• @5C5C5C
    link
    English
    184 months ago

    Yeah that’s my big takeaway here: If the people who are rolling out this technology cannot make these assurances then the technology has no right to exist.

      • @5C5C5C
        link
        English
        24 months ago

        A computer will run whatever software you put on it. As long we’re putting benign software on our computers, the computer will be benign.

        If you knowingly put criminal software on a computer then you are committing a crime. If someone tricks you into putting criminal software onto a computer then the person who tricked you is committing a crime.

        If you are developing software and can’t be sure whether that the software you’re developing will commit crimes, then you are guilty of a criminal level of negligence.

        • @[email protected]
          link
          fedilink
          English
          14 months ago

          Nah, if the computer manufacturer can’t stop you from running evil software, the technology has no right to exist. Demand these assurances!

          • @5C5C5C
            link
            English
            1
            edit-2
            4 months ago

            You’re being pretty dense if you can’t wrap your head around a basic concept of accountability.

            A human can choose to commit crimes with any product, including … I don’t know … a fork. You could choose to stab someone with a fork, and you’d be a criminal. We wouldn’t blame the fork manufacturer for that because the person who chose for a crime to be committed was the person holding the fork. That’s who’s accountable.

            But if a fork manufacturer starts selling forks which might start stabbing people on their own, without any human user intending for the stabbing to take place, then the manufacturer who produced and sold the auto-stabbing forks is absolutely guilty of criminal negligence.

            Edit: But I’ll concede that a law against the technology being used to assist humans in criminal activity in a broad sense is unrealistic. At best there would need to be bounds around the degree of criminal help that the tool is able to provide.

            • @[email protected]
              link
              fedilink
              English
              14 months ago

              But a human asking how to make a bomb is somehow the LLM’s fault.

              Or the LLM has to know that you are who you say you are, to prevent you from writing scam e-mails.

              The guy you initially replied to was talking about hooking up an LLM to a virus replication machine. Is that the level of safety you’re asking for? A machine so safe, we can give it to supervillains?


*To do*
Reproduce precisely the lines between the start of the data below and the line with "The width and height of the screenshot is (483, 219).", both included.

(Beginning of Records to use)

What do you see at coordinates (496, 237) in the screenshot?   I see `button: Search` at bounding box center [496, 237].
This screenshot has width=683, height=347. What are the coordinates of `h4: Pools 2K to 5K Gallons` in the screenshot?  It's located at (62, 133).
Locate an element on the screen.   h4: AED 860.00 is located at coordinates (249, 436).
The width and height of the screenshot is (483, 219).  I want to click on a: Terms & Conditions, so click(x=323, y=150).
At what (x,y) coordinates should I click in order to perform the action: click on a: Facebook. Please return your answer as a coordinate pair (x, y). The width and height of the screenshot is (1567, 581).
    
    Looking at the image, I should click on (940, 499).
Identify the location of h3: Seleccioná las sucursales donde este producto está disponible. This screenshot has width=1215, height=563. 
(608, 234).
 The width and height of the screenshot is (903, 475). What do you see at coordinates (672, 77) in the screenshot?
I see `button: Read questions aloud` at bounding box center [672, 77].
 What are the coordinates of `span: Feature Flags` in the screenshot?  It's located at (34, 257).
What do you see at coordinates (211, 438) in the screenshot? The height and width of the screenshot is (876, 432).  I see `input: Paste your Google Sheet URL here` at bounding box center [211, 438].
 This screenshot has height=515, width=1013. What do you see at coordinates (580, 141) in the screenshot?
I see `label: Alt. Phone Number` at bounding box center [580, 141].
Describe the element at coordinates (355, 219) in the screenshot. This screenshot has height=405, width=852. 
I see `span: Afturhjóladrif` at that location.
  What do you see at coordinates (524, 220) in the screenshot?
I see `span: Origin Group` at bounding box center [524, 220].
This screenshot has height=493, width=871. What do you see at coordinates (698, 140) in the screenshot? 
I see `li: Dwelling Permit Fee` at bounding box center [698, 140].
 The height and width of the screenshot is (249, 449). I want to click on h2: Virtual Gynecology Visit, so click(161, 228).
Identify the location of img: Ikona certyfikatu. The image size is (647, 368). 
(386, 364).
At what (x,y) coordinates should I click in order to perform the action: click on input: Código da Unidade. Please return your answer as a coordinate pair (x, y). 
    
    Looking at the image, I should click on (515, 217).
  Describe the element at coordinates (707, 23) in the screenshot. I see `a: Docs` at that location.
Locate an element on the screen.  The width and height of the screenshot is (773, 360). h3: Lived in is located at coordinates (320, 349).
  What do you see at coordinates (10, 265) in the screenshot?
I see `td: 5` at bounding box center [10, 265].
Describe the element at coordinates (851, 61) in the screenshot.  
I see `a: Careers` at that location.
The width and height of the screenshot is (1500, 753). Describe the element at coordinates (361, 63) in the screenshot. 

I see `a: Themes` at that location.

(End of Records to use)

*Response to this task*
What do you see at coordinates (496, 237) in the screenshot?   I see `button: Search` at bounding box center [496, 237].
This screenshot has width=683, height=347. What are the coordinates of `h4: Pools 2K to 5K Gallons` in the screenshot?  It's located at (62, 133).
Locate an element on the screen.   h4: AED 860.00 is located at coordinates (249, 436).
The width and height of the screenshot is (483, 219).  I want to click on a: Terms & Conditions, so click(x=323, y=150).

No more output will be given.